TOPIC: ARCHIVE FORMATS
Changing the UUID of a VirtualBox Virtual Disk Image in Linux
11th July 2021Recent experimentation centring around getting my hands on a test version of Windows 11 had me duplicating virtual machines and virtual disk images, though VirtualBox still is not ready for the next Windows version; it has no TPM capability at the moment. Nevertheless, I was able to get something after a fresh installation that removed whatever files were on the disk image. That meant that I needed to mount the old version to get at those files again.
While renaming partially helped with this, what I really needed to do was change the UUID, so VirtualBox would not report a collision between two disk images with the same UUID. To avoid this, the UUID of one of the disk images had to be changed and a command like the following was used to accomplish this:
VBoxManage internalcommands sethduuid [Virtual Disk Image Name].vdi
Because I was doing this on Linux Mint, I could call VBoxManage
without need to tell the system where it was, as would be the case on Windows. Otherwise, it is the sethduuid
portion that changes the UUID as required. Another way around this is to clone the VDI file using the following command, but I had not realised that at the time:
VBoxManage clonevdi [old virtual disk image].vdi [new virtual disk image].vdi
It appears that there can be more than one way to do things in VirtualBox at times, so the second way will remain on reference for the future.
Creating a VirtualBox virtual disk image using the Linux command line
9th September 2019Much of the past weekend was spent getting a working Debian 10 installation up and running in a VirtualBox virtual machine. Because I chose the Cinnamon desktop environment, the process was not as smooth as I would have liked, so a minimal installation was performed before I started to embellish as I liked. Along the way, I got to wondering if I could create virtual hard drives using the command line, and I found that something like the following did what was needed:
VBoxManage createmedium disk --filename <full path including file name without extension> -size <size in MiB> --format VDI --variant Standard
Most of the options are self-explanatory, apart from the one named variant. This defines whether the VDI file expands to the maximum size specified using the size parameter or is reserved with the size defined in that parameter. Two VDI files were created in this way and I used these to replace their Debian 8 predecessors and even to save a bit of space too. If you want, you can find out more in the user documentation, but this post hopefully gets you started anyway.
A fallback installation routine?
9th November 2007In a previous sustained spell of Linux meddling, the following installation routine was one that I encountered rather too often when RPM's didn't do what I required of them (having a SUSE distro in a world dominated by a Red Hat standard didn't make things any easier...):
tar xzvf progname.tar.gz; cd progname
The first part of the command extracts from a tarball compressed using gzip
and the second one changes into the new directory created by the extraction. For files compressed with bzip
use:
tar xjvf progname.tar.bz2; cd progname
The command below configures, compiles and installs the package, running the last part of the command in its own shell.
./configure; make; su -c make install
Yes, the procedure is a bit convoluted, but it would have been fine if it always worked. My experience was that the process was a far from foolproof one. For instance, an unsatisfied dependency is all that is needed to stop you in your tracks. Attempting to install a GNOME application on a KDE-based system is as good a way to encounter this result as any. Other horrid errors also played havoc with hopeful plans from time to time.
It shouldn't surprise you to find that I will be staying away from the compilation/installation business with my main Ubuntu system. Synaptic Package Manager and its satisfactory dependency resolution fulfil my needs well and there is the Update Manager too; I'll be leaving it for Canonical to do the testing and make the decisions regarding what is ready for my PC as they maintain their software repositories. My past tinkering often created a mess, and I'll be leaving that sort of experimentation for the safe confines of a virtual machine from now on...
Octals in UNIX shell scripting
9th February 2007I have just discovered that if you have a number with a leading zero, such as 08
, it is assumed to be an octal number, that is, one of base 8. The upshot of this is that you get errors when you have numbers like 08
and 09
in your arithmetical expressions; they are illegal in octal: 08
should be 10
and 09
should be 11
. Of course, as luck would have it, you get exactly these expressions when date/time processing. Luckily, you can force things to be base 10 by having something like 10#08
or, when extracting the minute from a date-time value, 10#$(date +%M)
. Strange as it might appear, this behaviour is all by design. It is dictated in the POSIX standard that governs UNIX. That said, I'd rather it if 08 was interpreted as an 8 and 09 as a 9 rather than triggering the errors that we see, but that could have been seen as muddying the simplicity of the standard.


## What you have to do
Type out the lines below exactly, pictures excluded.
[Records supplied]
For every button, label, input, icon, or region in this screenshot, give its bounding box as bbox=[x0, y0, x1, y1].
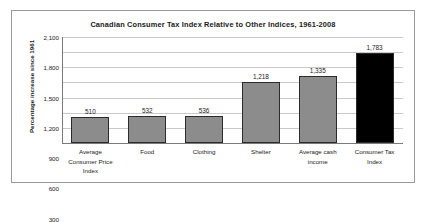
x-axis-category-label: AverageConsumer PriceIndex bbox=[62, 147, 119, 176]
x-axis-category-line: income bbox=[289, 157, 346, 167]
bar-value-label: 1,335 bbox=[310, 67, 326, 74]
x-axis-category-line: Index bbox=[346, 157, 403, 167]
chart-frame: Canadian Consumer Tax Index Relative to … bbox=[11, 10, 415, 183]
bar-slot: 1,335 bbox=[289, 37, 346, 143]
bar-slot: 536 bbox=[176, 37, 233, 143]
bar[interactable] bbox=[185, 116, 223, 143]
x-axis-category-line: Average cash bbox=[289, 147, 346, 157]
bar-slot: 532 bbox=[119, 37, 176, 143]
bar[interactable] bbox=[242, 82, 280, 143]
y-tick-label: 2,100 bbox=[19, 34, 59, 41]
x-axis-category-label: Shelter bbox=[233, 147, 290, 157]
y-tick-label: 1,200 bbox=[19, 124, 59, 131]
bar-value-label: 1,218 bbox=[253, 73, 269, 80]
bar[interactable] bbox=[299, 76, 337, 143]
bar-value-label: 536 bbox=[199, 107, 210, 114]
x-axis-category-line: Shelter bbox=[233, 147, 290, 157]
x-axis-category-line: Average bbox=[62, 147, 119, 157]
x-axis-category-line: Clothing bbox=[176, 147, 233, 157]
bar-slot: 510 bbox=[62, 37, 119, 143]
x-axis-labels: AverageConsumer PriceIndexFoodClothingSh… bbox=[62, 147, 403, 185]
x-axis-category-line: Consumer Tax bbox=[346, 147, 403, 157]
x-axis-category-line: Consumer Price bbox=[62, 157, 119, 167]
bar-value-label: 1,783 bbox=[367, 44, 383, 51]
x-axis-category-label: Food bbox=[119, 147, 176, 157]
bar[interactable] bbox=[71, 117, 109, 143]
y-tick-label: 900 bbox=[19, 155, 59, 162]
x-axis-category-label: Clothing bbox=[176, 147, 233, 157]
y-tick-label: 1,500 bbox=[19, 94, 59, 101]
x-axis-category-line: Food bbox=[119, 147, 176, 157]
x-axis-category-label: Consumer TaxIndex bbox=[346, 147, 403, 166]
bar-slot: 1,218 bbox=[233, 37, 290, 143]
bar[interactable] bbox=[128, 116, 166, 143]
x-axis-category-label: Average cashincome bbox=[289, 147, 346, 166]
bar-slot: 1,783 bbox=[346, 37, 403, 143]
plot-area: 03006009001,2001,5001,8002,100 510532536… bbox=[62, 37, 403, 143]
chart-title: Canadian Consumer Tax Index Relative to … bbox=[12, 20, 414, 29]
bar-value-label: 510 bbox=[85, 108, 96, 115]
bars-layer: 5105325361,2181,3351,783 bbox=[62, 37, 403, 143]
y-tick-label: 1,800 bbox=[19, 64, 59, 71]
gridline: 0 bbox=[62, 143, 403, 144]
y-tick-label: 600 bbox=[19, 185, 59, 192]
x-axis-category-line: Index bbox=[62, 166, 119, 176]
bar[interactable] bbox=[356, 53, 394, 143]
y-axis-title: Percentage increase since 1961 bbox=[28, 35, 35, 139]
bar-value-label: 532 bbox=[142, 107, 153, 114]
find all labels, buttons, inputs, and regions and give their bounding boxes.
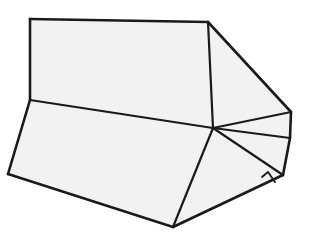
edge-right-short (290, 112, 291, 138)
polyhedron-figure (0, 0, 309, 237)
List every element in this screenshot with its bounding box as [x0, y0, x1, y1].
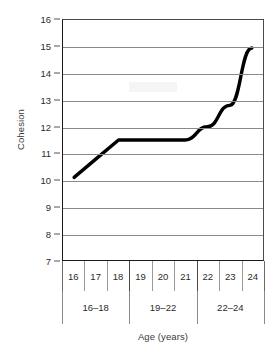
[/Records supplied]
## Response area
For every button, label, input, icon, or region in this screenshot, give its bounding box as bbox=[x0, y0, x1, y1].
x-axis-category-label: AverageConsumer PriceIndex bbox=[62, 147, 119, 176]
x-axis-category-line: income bbox=[289, 157, 346, 167]
bar-value-label: 1,335 bbox=[310, 67, 326, 74]
x-axis-category-line: Index bbox=[346, 157, 403, 167]
chart-frame: Canadian Consumer Tax Index Relative to … bbox=[11, 10, 415, 183]
bar-slot: 1,335 bbox=[289, 37, 346, 143]
bar-slot: 536 bbox=[176, 37, 233, 143]
bar[interactable] bbox=[185, 116, 223, 143]
x-axis-category-line: Average cash bbox=[289, 147, 346, 157]
bar-slot: 532 bbox=[119, 37, 176, 143]
bar[interactable] bbox=[242, 82, 280, 143]
y-tick-label: 2,100 bbox=[19, 34, 59, 41]
x-axis-category-label: Shelter bbox=[233, 147, 290, 157]
y-tick-label: 1,200 bbox=[19, 124, 59, 131]
bar-value-label: 1,218 bbox=[253, 73, 269, 80]
bar[interactable] bbox=[299, 76, 337, 143]
bar-value-label: 536 bbox=[199, 107, 210, 114]
x-axis-category-line: Shelter bbox=[233, 147, 290, 157]
x-axis-category-line: Average bbox=[62, 147, 119, 157]
x-axis-category-line: Clothing bbox=[176, 147, 233, 157]
bar-slot: 510 bbox=[62, 37, 119, 143]
x-axis-labels: AverageConsumer PriceIndexFoodClothingSh… bbox=[62, 147, 403, 185]
x-axis-category-line: Consumer Tax bbox=[346, 147, 403, 157]
x-axis-category-line: Consumer Price bbox=[62, 157, 119, 167]
bar-value-label: 1,783 bbox=[367, 44, 383, 51]
x-axis-category-label: Food bbox=[119, 147, 176, 157]
bar[interactable] bbox=[71, 117, 109, 143]
y-tick-label: 900 bbox=[19, 155, 59, 162]
x-axis-category-label: Clothing bbox=[176, 147, 233, 157]
y-tick-label: 1,500 bbox=[19, 94, 59, 101]
x-axis-category-line: Food bbox=[119, 147, 176, 157]
x-axis-category-label: Consumer TaxIndex bbox=[346, 147, 403, 166]
bar-slot: 1,218 bbox=[233, 37, 290, 143]
bar[interactable] bbox=[128, 116, 166, 143]
x-axis-category-label: Average cashincome bbox=[289, 147, 346, 166]
bar-slot: 1,783 bbox=[346, 37, 403, 143]
plot-area: 03006009001,2001,5001,8002,100 510532536… bbox=[62, 37, 403, 143]
chart-title: Canadian Consumer Tax Index Relative to … bbox=[12, 20, 414, 29]
bar-value-label: 510 bbox=[85, 108, 96, 115]
bars-layer: 5105325361,2181,3351,783 bbox=[62, 37, 403, 143]
y-tick-label: 1,800 bbox=[19, 64, 59, 71]
gridline: 0 bbox=[62, 143, 403, 144]
y-tick-label: 600 bbox=[19, 185, 59, 192]
x-axis-category-line: Index bbox=[62, 166, 119, 176]
bar[interactable] bbox=[356, 53, 394, 143]
y-axis-title: Percentage increase since 1961 bbox=[28, 35, 35, 139]
bar-value-label: 532 bbox=[142, 107, 153, 114]
find all labels, buttons, inputs, and regions and give their bounding boxes.
edge-right-short (290, 112, 291, 138)
polyhedron-figure (0, 0, 309, 237)
List every element in this screenshot with its bounding box as [x0, y0, x1, y1].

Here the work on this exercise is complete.